ATLANTA, March 25, 2013 (GLOBE NEWSWIRE) -- The American Medical Association (AMA) and the Medical Association of Georgia (MAG) have filed a friend-of-the-court brief in federal court backing Georgia's authority to regulate unfair business practices by companies hired to pay medical bills.
The medical societies support an appeal by Georgia's Insurance Commissioner Ralph Hudgens seeking to overturn a court injunction barring full enforcement of the state's Insurance Delivery Enhancement Act of 2011. The law, which the Georgia legislature passed overwhelmingly, expanded the state's requirement for timely payment of medical bills to include third-party administrators that provide medical claim processing services to employers.
The medical societies' brief, filed in the U.S. Eleventh Circuit Court of Appeal, argues the trial court erred in concluding that the federal Employee Retirement Income Security Act (ERISA) exempts third-party administrators from accountability to Georgia's prompt payment law. The AMA and MAG urged the federal appeals court to lift the injunction and declare that Georgia's prompt payment law is not preempted by ERISA, or remand the case so the ERISA preemption issues can be properly addressed in court.
"Due to the unnecessary injunction, Georgia's prompt payment law is only regulating 35 percent of the state's health benefits market," said AMA President Jeremy A. Lazarus, M.D. "This leaves a regulatory void where the state's third-party administrators are unaccountable for chronically late payments, and it jeopardizes a sustainable practice environment for Georgia's physicians."
"The Medical Association of Georgia believes that it is imperative for the state's prompt pay law to be upheld in court to ensure that physicians have the budget certainty they need to run a sustainable practice," says MAG President W. Scott Bohlke, M.D. "This comes down to doing what's fair and what's right and making sure physicians get the money they've earned by caring for their patients who are covered by a third-party administrator of an employer-funded health insurance plan on time so they can, in turn, pay their employees and bills on time."
The brief in this important case was made possible due to the dedicated work of the Litigation Center of the AMA and State Medical Societies, a legal action coalition consisting of the AMA and medical societies from each state plus the District of Columbia.
Media Contacts:
Robert J. Mills
American Medical Association
(312) 464-5970
Tom Kornegay
Medical Association of Georgia
(678) 303-9260
About the American Medical Association (AMA)
The American Medical Association helps doctors help patients by uniting physicians nationwide to work on the most important professional, public health and health policy issues. The nation's largest physician organization plays a leading role in shaping the future of medicine. For more information on the AMA, please visit www.ama-assn.org.
About the Medical Association of Georgia (MAG)
With more than 7,000 members, MAG is the leading voice for the medical profession in Georgia – which includes physicians in every specialty and practice setting. MAG membership has increased by nearly 25 percent since 2010. Go to www.mag.org for additional information.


### WHAT TO WORK ON
Transcribe only the lines from the one containing "Identify the location of div: Opt" through the final line of the entries below, exactly, and exclude the pictures.
##### DATA FOR THIS TASK
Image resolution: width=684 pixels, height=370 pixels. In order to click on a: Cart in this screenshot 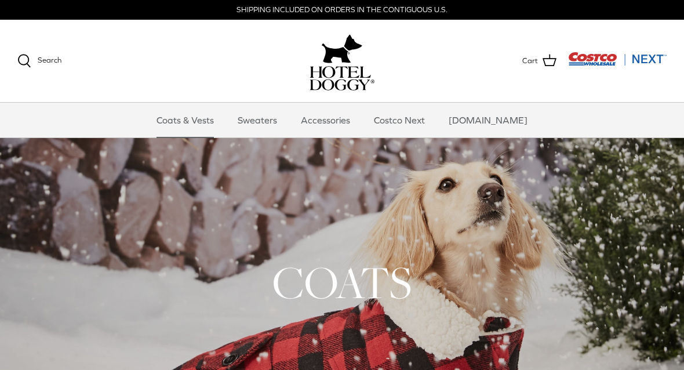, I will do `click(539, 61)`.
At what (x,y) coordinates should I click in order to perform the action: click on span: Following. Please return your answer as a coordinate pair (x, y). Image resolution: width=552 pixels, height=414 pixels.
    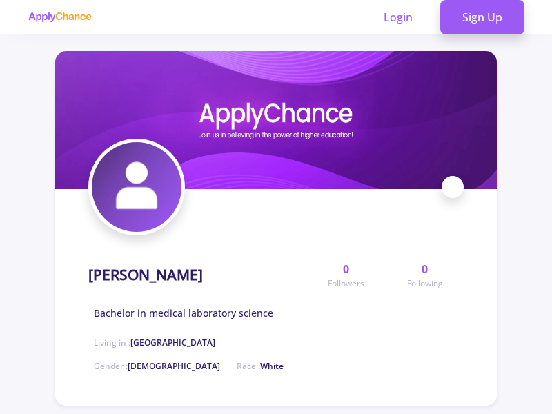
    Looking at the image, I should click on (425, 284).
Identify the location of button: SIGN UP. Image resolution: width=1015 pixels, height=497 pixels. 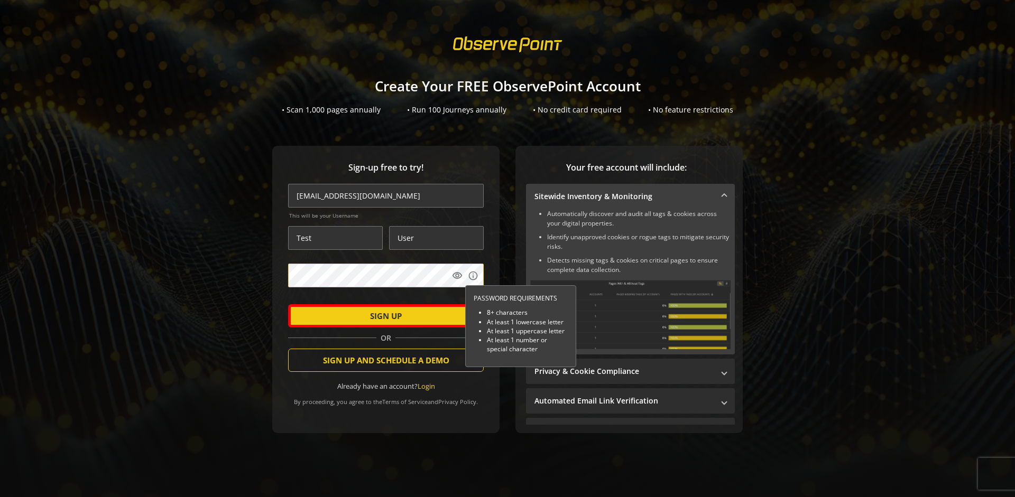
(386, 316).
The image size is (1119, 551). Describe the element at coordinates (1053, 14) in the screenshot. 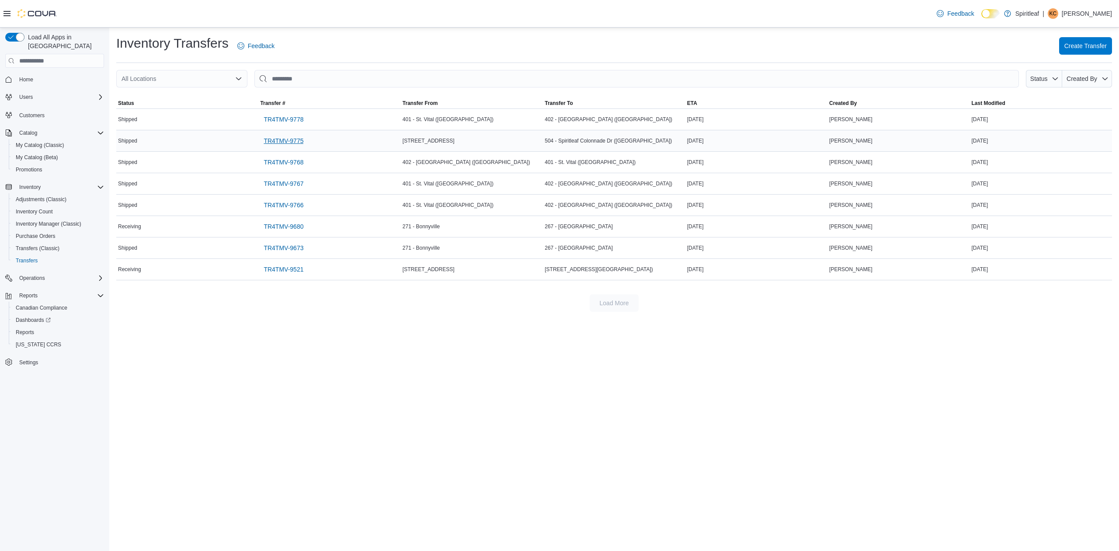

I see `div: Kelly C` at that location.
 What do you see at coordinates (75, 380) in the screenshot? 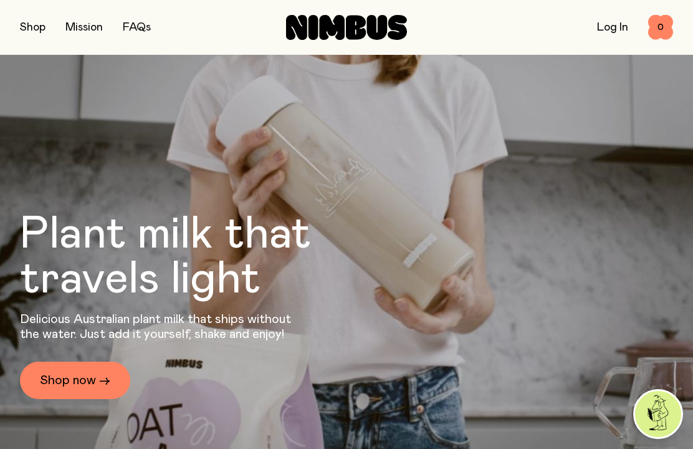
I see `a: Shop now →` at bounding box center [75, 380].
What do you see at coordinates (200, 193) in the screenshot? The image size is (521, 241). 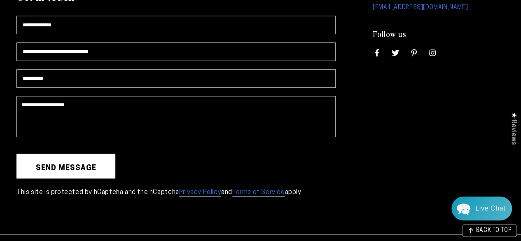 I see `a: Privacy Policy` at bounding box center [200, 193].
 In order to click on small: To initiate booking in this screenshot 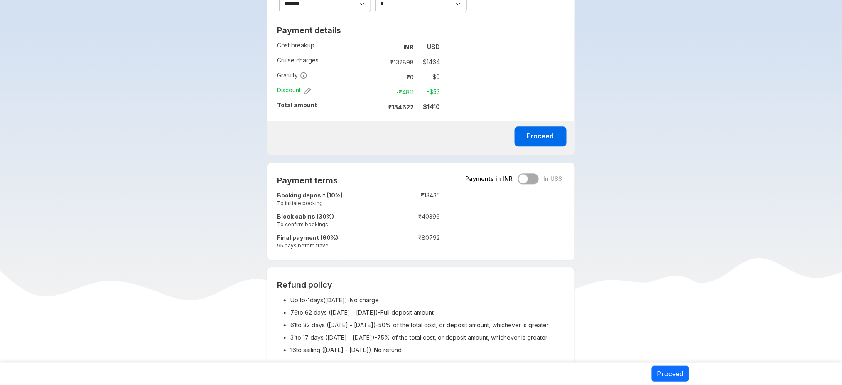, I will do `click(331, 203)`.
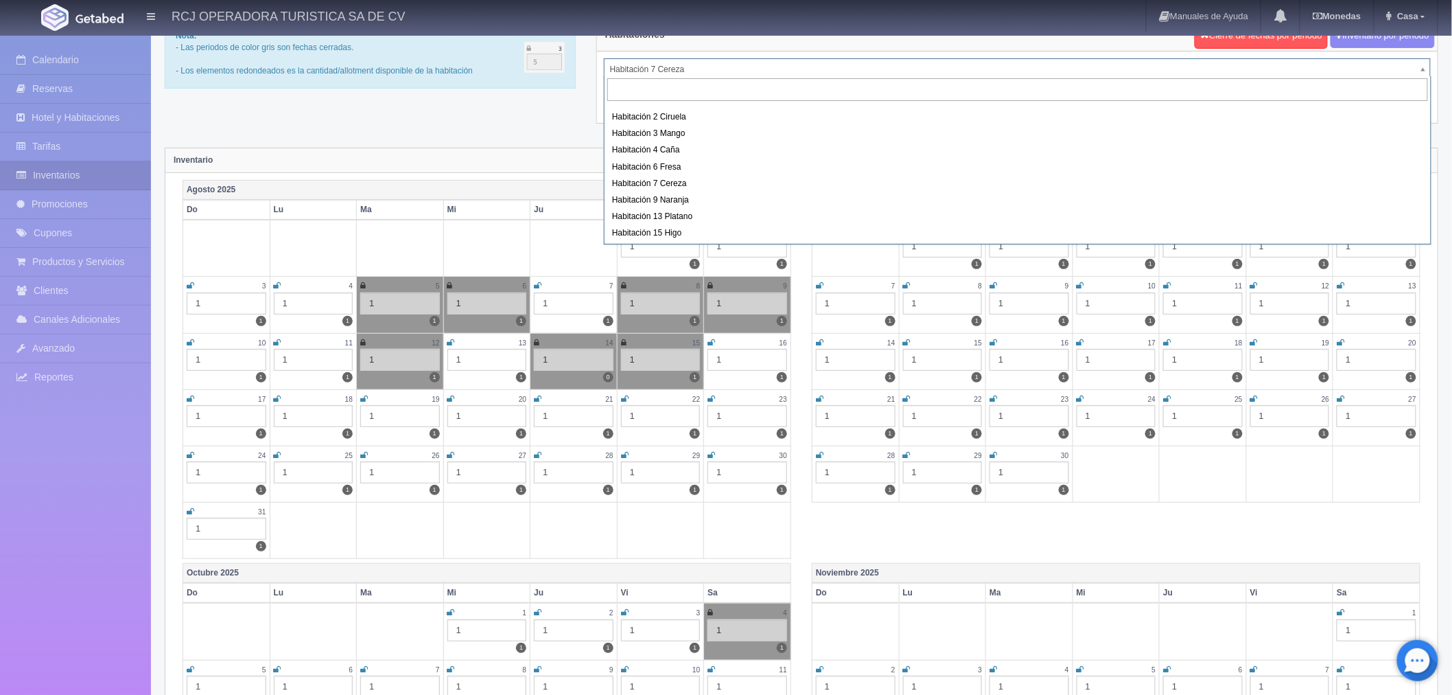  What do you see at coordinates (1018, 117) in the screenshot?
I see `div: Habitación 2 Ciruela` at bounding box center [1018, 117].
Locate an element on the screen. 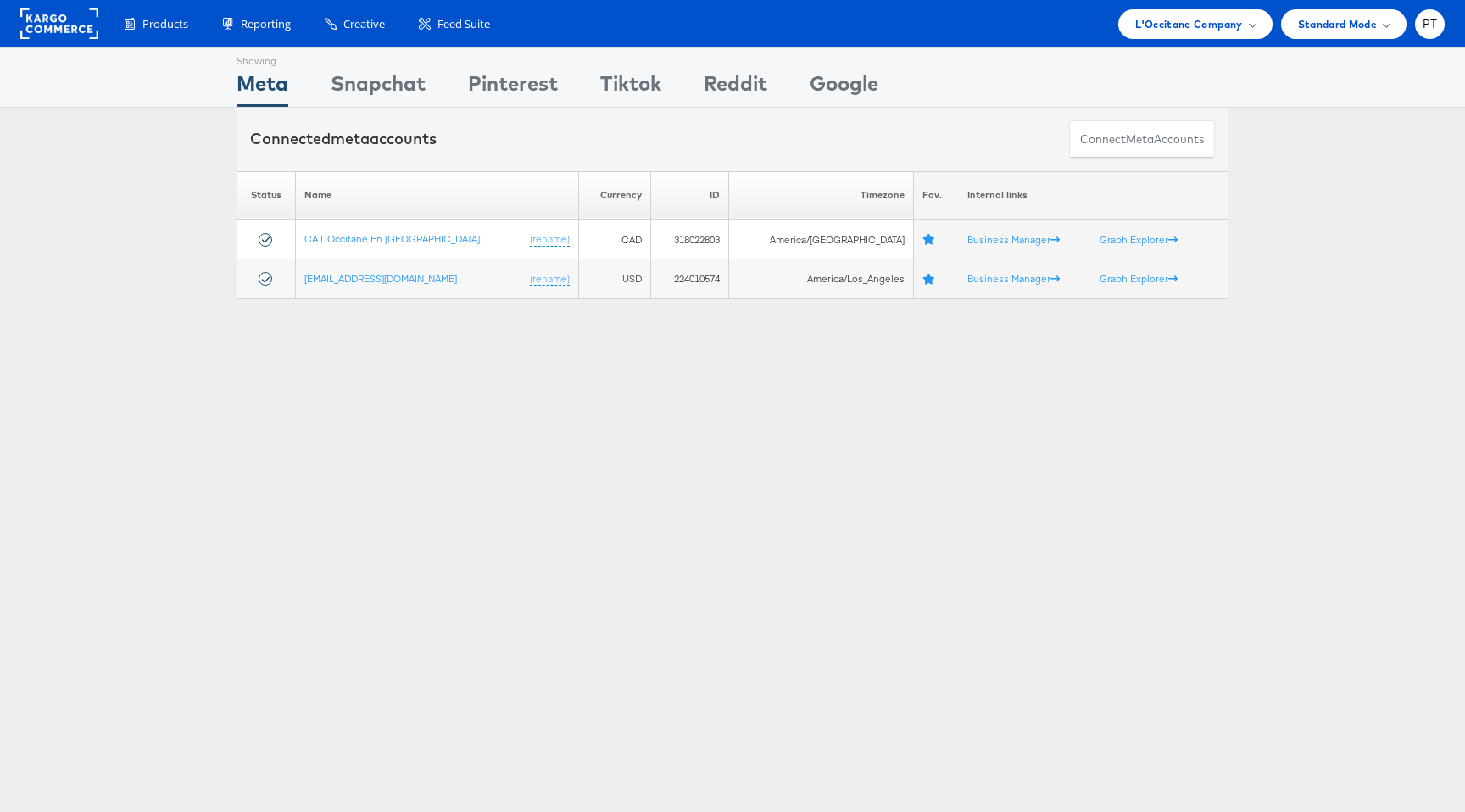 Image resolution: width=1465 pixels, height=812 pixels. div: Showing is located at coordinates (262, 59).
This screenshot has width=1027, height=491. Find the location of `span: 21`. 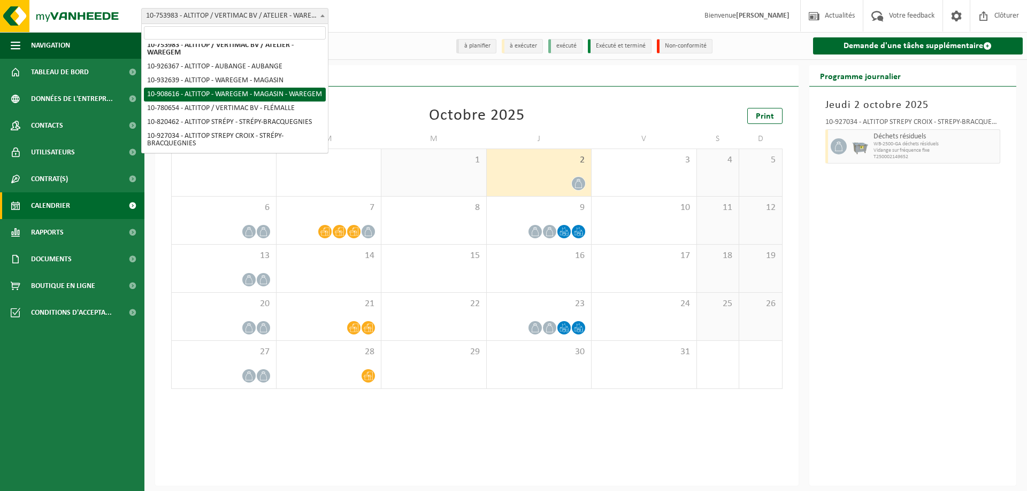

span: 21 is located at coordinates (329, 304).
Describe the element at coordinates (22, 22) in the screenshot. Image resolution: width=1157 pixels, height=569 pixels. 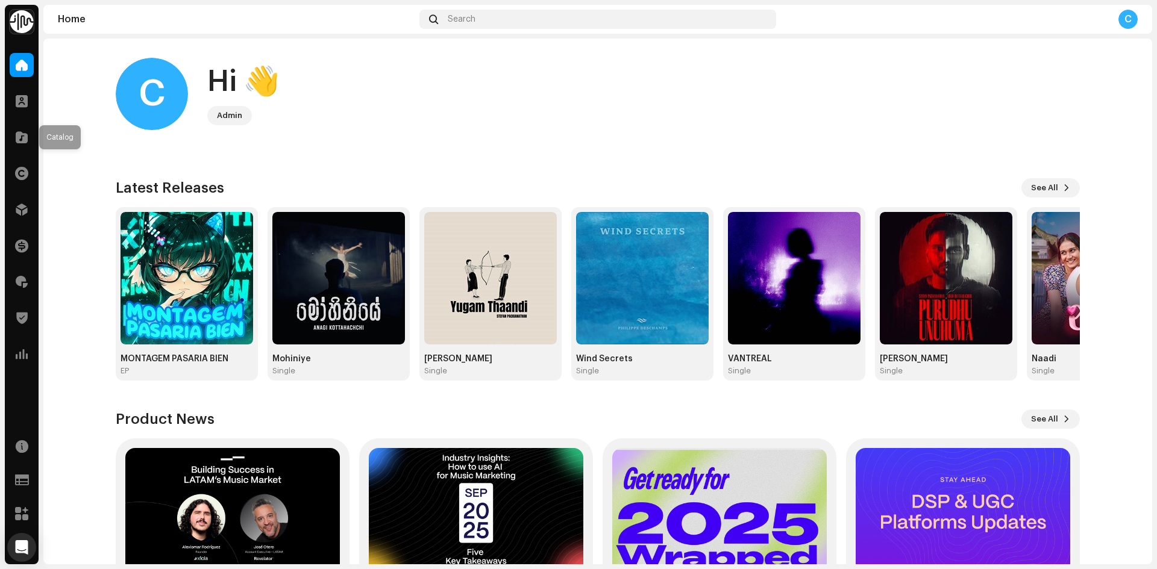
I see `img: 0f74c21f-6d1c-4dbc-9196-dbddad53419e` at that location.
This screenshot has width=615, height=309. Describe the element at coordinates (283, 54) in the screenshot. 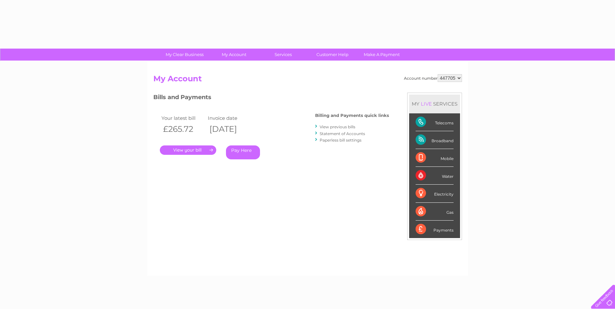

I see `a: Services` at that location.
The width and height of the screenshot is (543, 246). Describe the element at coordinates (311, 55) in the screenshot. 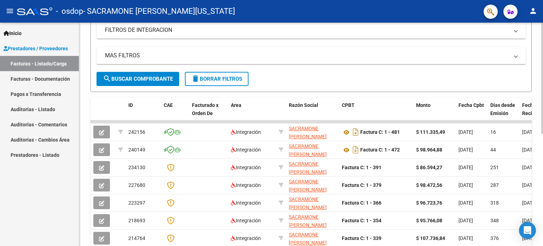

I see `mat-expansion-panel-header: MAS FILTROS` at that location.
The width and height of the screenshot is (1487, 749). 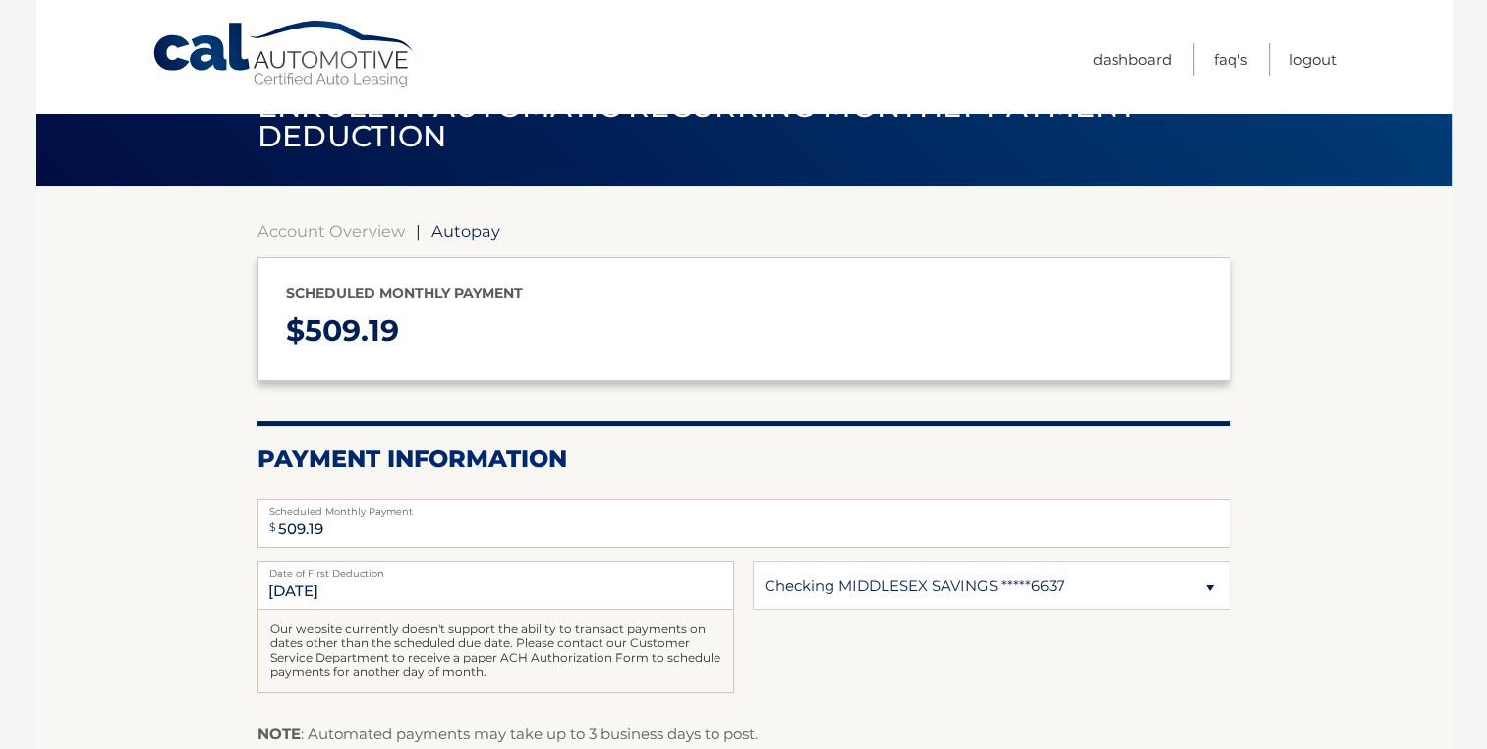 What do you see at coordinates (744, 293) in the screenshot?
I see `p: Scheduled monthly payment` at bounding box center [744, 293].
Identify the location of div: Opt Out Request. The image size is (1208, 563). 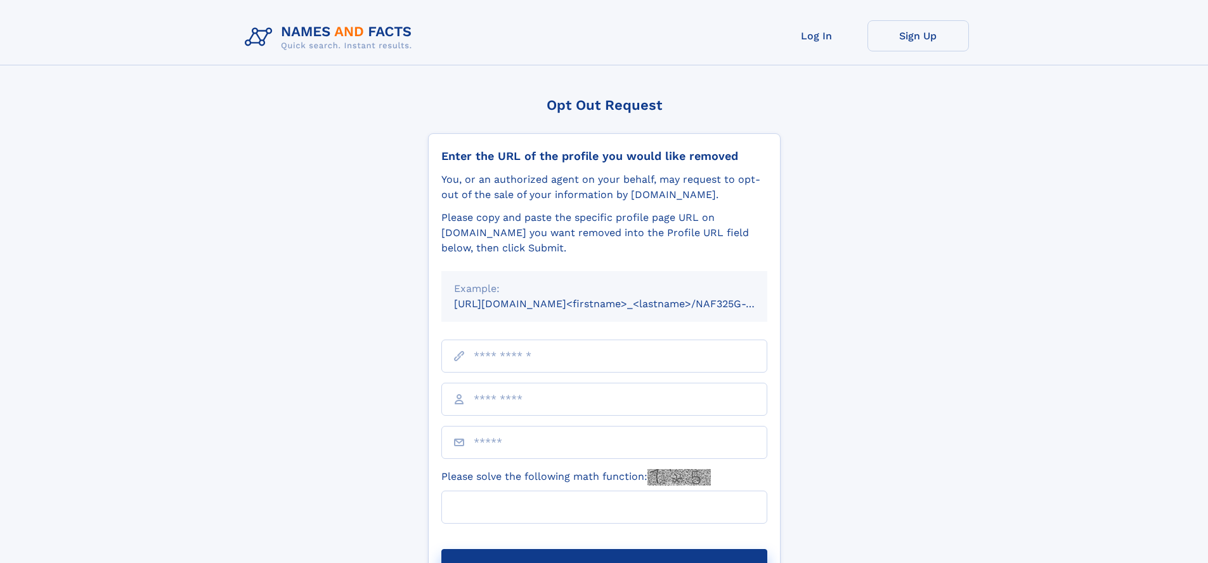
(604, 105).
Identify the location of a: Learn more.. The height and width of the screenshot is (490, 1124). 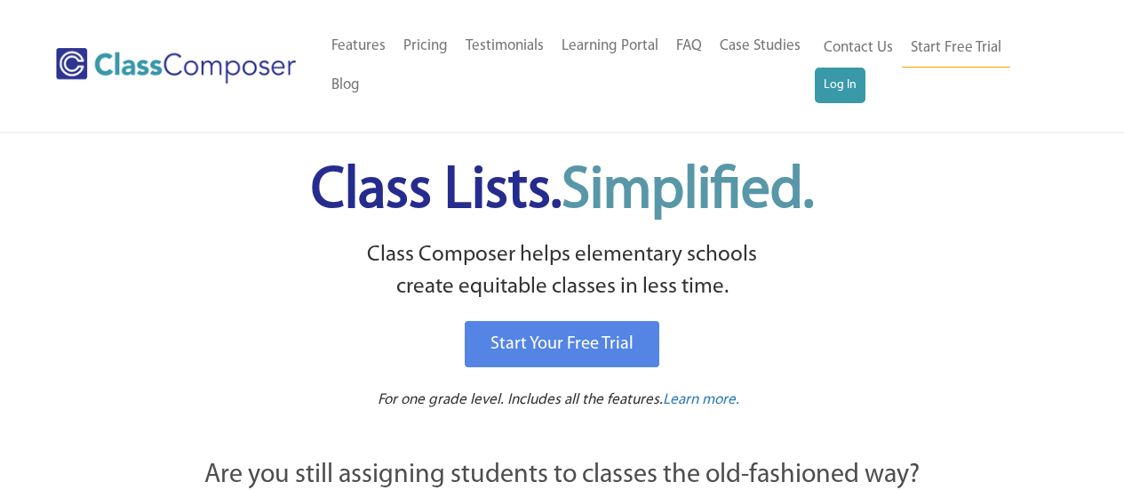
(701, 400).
##########
### WRITTEN ANSWER
Identify the location of div: Opt Out Request. The image size is (1208, 563). 
(604, 105).
Identify the location of a: Learn more.. The height and width of the screenshot is (490, 1124). 
(701, 400).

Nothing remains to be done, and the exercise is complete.